Reviews

Odd Couple (Manchester)

Editorial Staff

Editorial Staff

| London's West End |

24 September 2002

Before you cry ‘not another screen to stage adaptation’, remember this: {The Odd
Couple::L01893570565} was a Broadway play before Jack Lemmon and Walter Matthau
played the bickering flatmates on screen. Neil Simon‘s witty and sharp
look at how a friendship is severely tested by cohabitation works better on stage
anyhow.

Peter Polycarpou plays Oscar Madison – a fun-loving, hard-living New Yorker who leaves newspapers on the floor where they fall and feels at ease in a pig sty. He has a heart of gold, though, and would never see a friend out on the street. Not even fussy Felix Unger (Ben Keaton), who’s has been thrown out of his house by his wife. Verging on hysterics, Felix appears on Oscar’s doorstep forlorn, lost and heart broken. But how will these two chalk and cheese characters get on living under one roof?

The main thrill of this new production of Simon’s comedy classic is that it both retains the slick style of the original and introduces some bright new touches, thus never appearing workmanlike. This is not Roger Haines first time at
directing a Simon play and it shows. Haines brings an air of confidence to the job but also demonstrates a real urge to give audiences far more than a movie re-tread.

His cast also rise to the challenge. Polycarpou makes the role of Oscar
his own. Wielding a forever-pluming cigar and a pitch-perfect American accent, he provokes gales of laugher through his facial expressions alone, while also tackling the evergreen dialogue with obvious relish. As his strait-laced but clumsy counterfoil, Ben Keaton revels in the sheer physical comedy that is Felix. He also manages to bring some sympathy to the character rather than stalling him in caricature mode.

The supporting cast are all excellent, too, with Kenneth Jay shining a bit brighter than the others as hen-pecked, card-playing buddy Murray. The straightforward apartment setting belies the inventiveness that designer Judith Croft brings to the set. From the Manhattan skyline as seen through blinds to the old-fashioned bar in the middle of the living room, her lived-in attention to detail is impressive.

Unlike so many stage productions with famous film incarnations, here, you soon stop drawing comparisons. In the Library’s safe hands, {The Odd
Couple::L01893570565} is a play – and a production – which very much retains a life of its own.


THE TASK: An exact copy of the listing is required, with its pictures removed.

GIVEN DATA:
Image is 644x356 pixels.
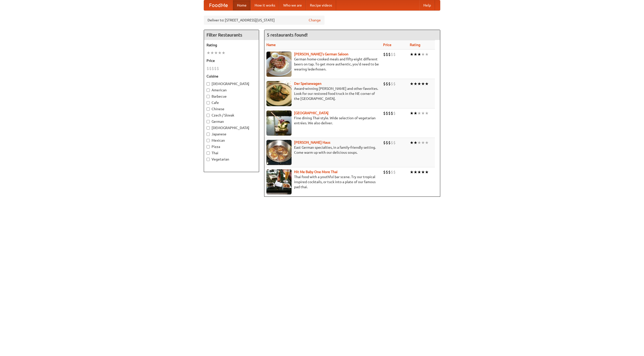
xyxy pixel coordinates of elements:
li: $ [391,81,393,87]
li: ★ [410,140,414,146]
a: Home [233,0,251,11]
li: $ [391,52,393,57]
input: Czech / Slovak [207,114,210,117]
li: ★ [414,111,417,116]
li: ★ [414,169,417,175]
li: ★ [421,111,425,116]
li: $ [212,66,214,71]
li: ★ [414,81,417,87]
label: [DEMOGRAPHIC_DATA] [207,126,257,131]
li: ★ [414,52,417,57]
li: ★ [425,52,429,57]
input: Thai [207,152,210,155]
a: How it works [251,0,279,11]
input: Vegetarian [207,158,210,161]
a: Der Speisewagen [294,82,322,86]
img: satay.jpg [267,111,292,136]
li: ★ [222,50,226,56]
label: Barbecue [207,94,257,99]
li: $ [393,52,396,57]
li: $ [383,81,386,87]
li: $ [383,52,386,57]
li: $ [388,111,391,116]
label: Thai [207,151,257,156]
li: $ [393,81,396,87]
li: $ [391,140,393,146]
li: ★ [421,140,425,146]
li: $ [383,111,386,116]
input: Japanese [207,133,210,136]
a: [PERSON_NAME] Haus [294,141,331,144]
p: Fine dining Thai-style. Wide selection of vegetarian entrées. We also deliver. [267,116,380,126]
a: Rating [410,43,421,47]
label: Chinese [207,107,257,112]
li: $ [383,140,386,146]
a: Price [383,43,392,47]
h4: Filter Restaurants [204,30,259,40]
h5: Rating [207,43,257,48]
li: ★ [417,140,421,146]
li: $ [388,52,391,57]
li: $ [214,66,217,71]
a: Hit Me Baby One More Thai [294,170,338,174]
li: ★ [425,81,429,87]
li: ★ [417,52,421,57]
li: $ [207,66,209,71]
img: kohlhaus.jpg [267,140,292,165]
li: $ [393,140,396,146]
li: ★ [410,52,414,57]
label: Pizza [207,144,257,149]
li: $ [386,52,388,57]
li: $ [383,169,386,175]
li: $ [386,81,388,87]
p: Award-winning [PERSON_NAME] and other favorites. Look for our restored food truck in the NE corne... [267,86,380,101]
li: $ [386,169,388,175]
li: ★ [410,169,414,175]
li: $ [393,169,396,175]
li: ★ [417,81,421,87]
a: [GEOGRAPHIC_DATA] [294,111,329,115]
label: Cafe [207,100,257,105]
li: ★ [421,52,425,57]
li: ★ [214,50,218,56]
a: Recipe videos [306,0,336,11]
a: [PERSON_NAME]'s German Saloon [294,52,348,56]
a: Name [267,43,276,47]
h5: Cuisine [207,74,257,79]
li: ★ [414,140,417,146]
a: Who we are [279,0,306,11]
li: ★ [421,169,425,175]
li: ★ [417,169,421,175]
li: ★ [425,111,429,116]
li: $ [388,169,391,175]
a: FoodMe [204,0,233,11]
img: babythai.jpg [267,169,292,194]
li: ★ [211,50,214,56]
label: Vegetarian [207,157,257,162]
img: esthers.jpg [267,52,292,77]
li: ★ [425,169,429,175]
li: ★ [421,81,425,87]
li: $ [391,111,393,116]
label: Japanese [207,132,257,137]
a: Change [309,18,321,23]
p: Thai food with a youthful bar scene. Try our tropical inspired cocktails, or tuck into a plate of... [267,174,380,189]
li: ★ [207,50,211,56]
input: American [207,88,210,92]
li: ★ [425,140,429,146]
input: Mexican [207,139,210,142]
input: Chinese [207,107,210,111]
li: $ [209,66,212,71]
label: [DEMOGRAPHIC_DATA] [207,81,257,86]
input: German [207,120,210,123]
input: Barbecue [207,95,210,98]
label: Czech / Slovak [207,113,257,118]
h5: Price [207,58,257,63]
input: Cafe [207,101,210,104]
li: ★ [410,111,414,116]
li: $ [393,111,396,116]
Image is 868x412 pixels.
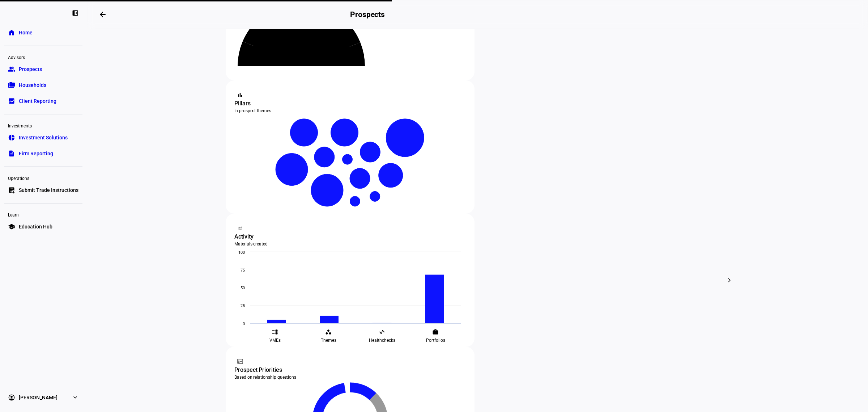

TASK SOLUTION:
Image is 644x356 pixels.
xyxy pixel coordinates of elements:
li: $ [391,81,393,87]
li: ★ [410,140,414,146]
a: Home [233,0,251,11]
li: $ [391,52,393,57]
input: Czech / Slovak [207,114,210,117]
li: ★ [414,111,417,116]
li: ★ [414,169,417,175]
li: ★ [421,111,425,116]
li: $ [212,66,214,71]
li: ★ [414,81,417,87]
label: [DEMOGRAPHIC_DATA] [207,126,257,131]
li: ★ [414,52,417,57]
li: ★ [425,52,429,57]
input: Thai [207,152,210,155]
a: How it works [251,0,279,11]
input: Vegetarian [207,158,210,161]
a: Der Speisewagen [294,82,322,86]
img: satay.jpg [267,111,292,136]
li: ★ [222,50,226,56]
label: Barbecue [207,94,257,99]
li: $ [393,52,396,57]
li: $ [383,81,386,87]
li: $ [383,52,386,57]
li: $ [388,111,391,116]
label: Thai [207,151,257,156]
li: $ [393,81,396,87]
li: $ [391,140,393,146]
li: ★ [421,140,425,146]
li: $ [383,111,386,116]
input: Japanese [207,133,210,136]
a: [PERSON_NAME] Haus [294,141,331,144]
p: Fine dining Thai-style. Wide selection of vegetarian entrées. We also deliver. [267,116,380,126]
a: Rating [410,43,421,47]
label: Chinese [207,107,257,112]
li: $ [383,140,386,146]
a: Price [383,43,392,47]
h4: Filter Restaurants [204,30,259,40]
h5: Rating [207,43,257,48]
li: ★ [417,140,421,146]
li: $ [388,52,391,57]
li: $ [214,66,217,71]
a: Hit Me Baby One More Thai [294,170,338,174]
li: ★ [425,81,429,87]
li: ★ [417,52,421,57]
li: $ [207,66,209,71]
img: kohlhaus.jpg [267,140,292,165]
li: $ [393,140,396,146]
li: ★ [410,52,414,57]
label: Pizza [207,144,257,149]
li: $ [386,52,388,57]
li: $ [383,169,386,175]
li: $ [386,81,388,87]
p: Award-winning [PERSON_NAME] and other favorites. Look for our restored food truck in the NE corne... [267,86,380,101]
li: $ [386,169,388,175]
li: ★ [410,169,414,175]
li: $ [393,169,396,175]
li: ★ [417,81,421,87]
a: [GEOGRAPHIC_DATA] [294,111,329,115]
label: Cafe [207,100,257,105]
li: ★ [421,52,425,57]
li: ★ [214,50,218,56]
a: Recipe videos [306,0,336,11]
a: [PERSON_NAME]'s German Saloon [294,52,348,56]
a: Name [267,43,276,47]
h5: Cuisine [207,74,257,79]
li: ★ [414,140,417,146]
a: Who we are [279,0,306,11]
li: ★ [421,169,425,175]
li: ★ [417,169,421,175]
li: ★ [425,111,429,116]
li: $ [388,169,391,175]
a: FoodMe [204,0,233,11]
img: babythai.jpg [267,169,292,194]
li: ★ [211,50,214,56]
label: Vegetarian [207,157,257,162]
img: esthers.jpg [267,52,292,77]
li: ★ [425,169,429,175]
li: ★ [421,81,425,87]
li: $ [391,111,393,116]
label: Japanese [207,132,257,137]
a: Change [309,18,321,23]
p: Thai food with a youthful bar scene. Try our tropical inspired cocktails, or tuck into a plate of... [267,174,380,189]
li: ★ [207,50,211,56]
input: American [207,88,210,92]
li: ★ [425,140,429,146]
input: Mexican [207,139,210,142]
input: Chinese [207,107,210,111]
li: $ [209,66,212,71]
label: [DEMOGRAPHIC_DATA] [207,81,257,86]
input: German [207,120,210,123]
input: Barbecue [207,95,210,98]
label: Czech / Slovak [207,113,257,118]
h5: Price [207,58,257,63]
input: Cafe [207,101,210,104]
li: ★ [410,111,414,116]
li: $ [393,111,396,116]
Image is 868x412 pixels.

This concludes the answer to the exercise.